Net Revenue Retention Calculator

Track retained recurring income with precision easily. Identify churn drag, contraction loss, and expansion lift. Make smarter growth decisions using disciplined retention analysis daily.

Calculator Inputs

Reset

NRR focuses on existing customers only. New business is shown separately for fuller revenue context.

Formula Used

Net Revenue Retention = ((Starting Recurring Revenue + Expansion Revenue + Reactivation Revenue - Contraction Revenue - Churned Revenue) ÷ Starting Recurring Revenue) × 100

Gross Revenue Retention = ((Starting Recurring Revenue - Contraction Revenue - Churned Revenue) ÷ Starting Recurring Revenue) × 100

Logo Retention = (Retained Customers ÷ Starting Customers) × 100

NRR above 100% means existing accounts expanded enough to outweigh churn and downgrades. NRR below 100% means the retained base shrank during the measured period.

How to Use This Calculator

  1. Enter the cohort or reporting period name.
  2. Add starting recurring revenue from existing customers only.
  3. Enter expansion, reactivation, contraction, and churned revenue.
  4. Optionally include customer counts for logo retention analysis.
  5. Set a target NRR if you want a gap analysis.
  6. Press the submit button to view metrics above the form.
  7. Download the summary as CSV or PDF after results appear.

Example Data Table

Period Starting Revenue Expansion Reactivation Contraction Churn NRR
Q1 SaaS Cohort $120,000 $22,000 $3,000 $8,000 $10,000 105.83%
Q2 SaaS Cohort $150,000 $28,000 $4,500 $11,000 $12,500 106.00%
Enterprise Segment $220,000 $48,000 $6,000 $13,000 $15,000 111.82%

Frequently Asked Questions

1. What does net revenue retention measure?

It measures how recurring revenue from an existing customer cohort changed over time after expansions, reactivations, downgrades, and churn are considered.

2. Is new business included in NRR?

No. NRR excludes revenue from brand-new customers. It focuses only on revenue changes inside the starting customer base.

3. Why is NRR above 100% important?

An NRR above 100% shows that expansion and reactivation revenue more than offset churn and contraction within the same cohort.

4. What is a healthy NRR benchmark?

Many recurring revenue teams view 100% as the survival line, 110% as strong, and 120% or more as elite, depending on pricing and segment.

5. What is the difference between NRR and GRR?

NRR includes positive expansion and reactivation effects. GRR ignores those gains and measures only how much starting revenue remained before any upsell benefit.

6. Can I use monthly or annual values?

Yes. Use any consistent time basis, such as MRR, ARR, or quarterly recurring revenue. Keep every input in the same unit.

7. Why track logo retention too?

Logo retention shows customer count durability. It complements NRR because strong revenue retention can still hide account losses if a few large customers expand heavily.

8. When should reactivation revenue be added?

Add it when previously churned customers return and contribute recurring revenue within the same measurement logic used by your finance team.

Related Calculators

gross revenue retentionltv cac ratioannual recurring revenuetrial conversion rateaverage revenue per accountcohort retention analysisarpu calculatorlogo churn rateinvoluntary churn ratesubscriber growth rate

Important Note: All the Calculators listed in this site are for educational purpose only and we do not guarentee the accuracy of results. Please do consult with other sources as well.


### Problem requirements
Search the material below for the word "Image". Copy every line that has it.

### Input material
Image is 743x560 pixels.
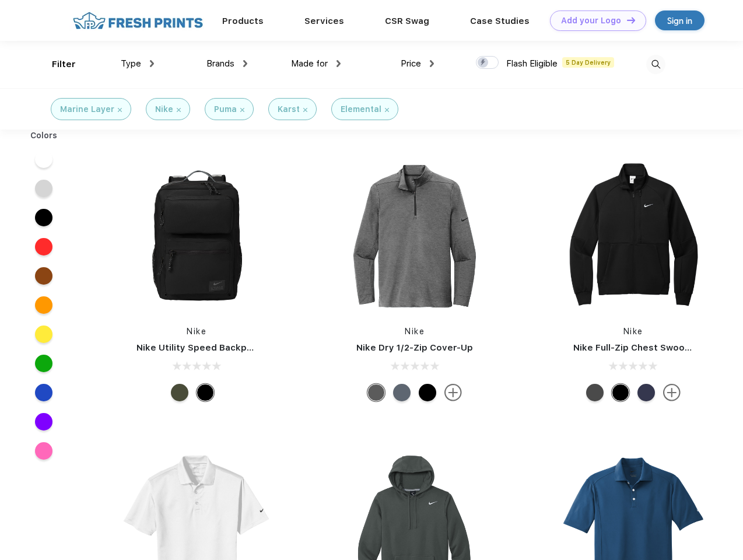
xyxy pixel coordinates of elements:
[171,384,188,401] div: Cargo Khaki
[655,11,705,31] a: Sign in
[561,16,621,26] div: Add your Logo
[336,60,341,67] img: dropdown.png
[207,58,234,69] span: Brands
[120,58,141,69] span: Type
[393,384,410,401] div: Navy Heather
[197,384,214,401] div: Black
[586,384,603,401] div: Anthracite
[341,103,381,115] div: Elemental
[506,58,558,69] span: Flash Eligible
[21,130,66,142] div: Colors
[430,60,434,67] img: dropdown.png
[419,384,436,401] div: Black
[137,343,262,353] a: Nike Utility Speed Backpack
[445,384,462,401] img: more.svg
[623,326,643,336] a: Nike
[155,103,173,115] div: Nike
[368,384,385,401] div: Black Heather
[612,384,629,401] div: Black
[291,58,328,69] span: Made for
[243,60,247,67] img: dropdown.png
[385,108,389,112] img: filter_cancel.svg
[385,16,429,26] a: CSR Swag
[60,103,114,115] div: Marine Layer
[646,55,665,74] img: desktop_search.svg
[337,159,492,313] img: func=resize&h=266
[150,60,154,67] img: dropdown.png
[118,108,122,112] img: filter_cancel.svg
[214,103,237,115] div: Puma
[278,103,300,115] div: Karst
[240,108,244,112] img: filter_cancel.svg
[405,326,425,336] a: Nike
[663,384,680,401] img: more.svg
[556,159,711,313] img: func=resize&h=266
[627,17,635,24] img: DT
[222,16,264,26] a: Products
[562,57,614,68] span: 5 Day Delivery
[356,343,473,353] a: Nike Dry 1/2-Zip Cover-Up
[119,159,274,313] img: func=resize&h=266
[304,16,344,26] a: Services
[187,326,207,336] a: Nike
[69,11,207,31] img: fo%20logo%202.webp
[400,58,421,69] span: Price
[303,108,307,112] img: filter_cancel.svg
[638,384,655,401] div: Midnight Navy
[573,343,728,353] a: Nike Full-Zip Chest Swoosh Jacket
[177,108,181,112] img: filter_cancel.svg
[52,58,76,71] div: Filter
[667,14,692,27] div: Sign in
==
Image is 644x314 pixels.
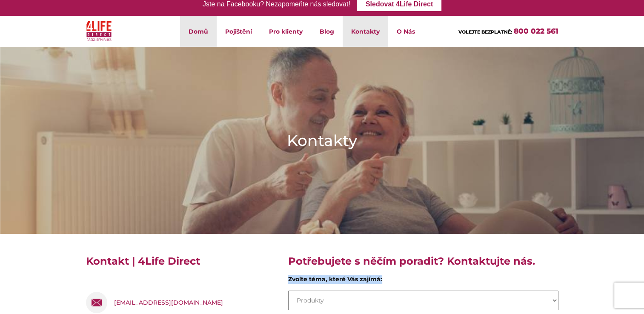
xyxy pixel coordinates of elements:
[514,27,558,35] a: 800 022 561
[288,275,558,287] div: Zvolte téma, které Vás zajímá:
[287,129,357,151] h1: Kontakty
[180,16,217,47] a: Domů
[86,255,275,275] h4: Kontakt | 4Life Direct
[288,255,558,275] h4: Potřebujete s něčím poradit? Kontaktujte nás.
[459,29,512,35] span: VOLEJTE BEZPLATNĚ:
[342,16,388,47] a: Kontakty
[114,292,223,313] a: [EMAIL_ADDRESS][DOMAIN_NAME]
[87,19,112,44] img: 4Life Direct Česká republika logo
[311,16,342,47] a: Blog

### Task answer
Image is 743x560 pixels.
Image is 644x314 pixels.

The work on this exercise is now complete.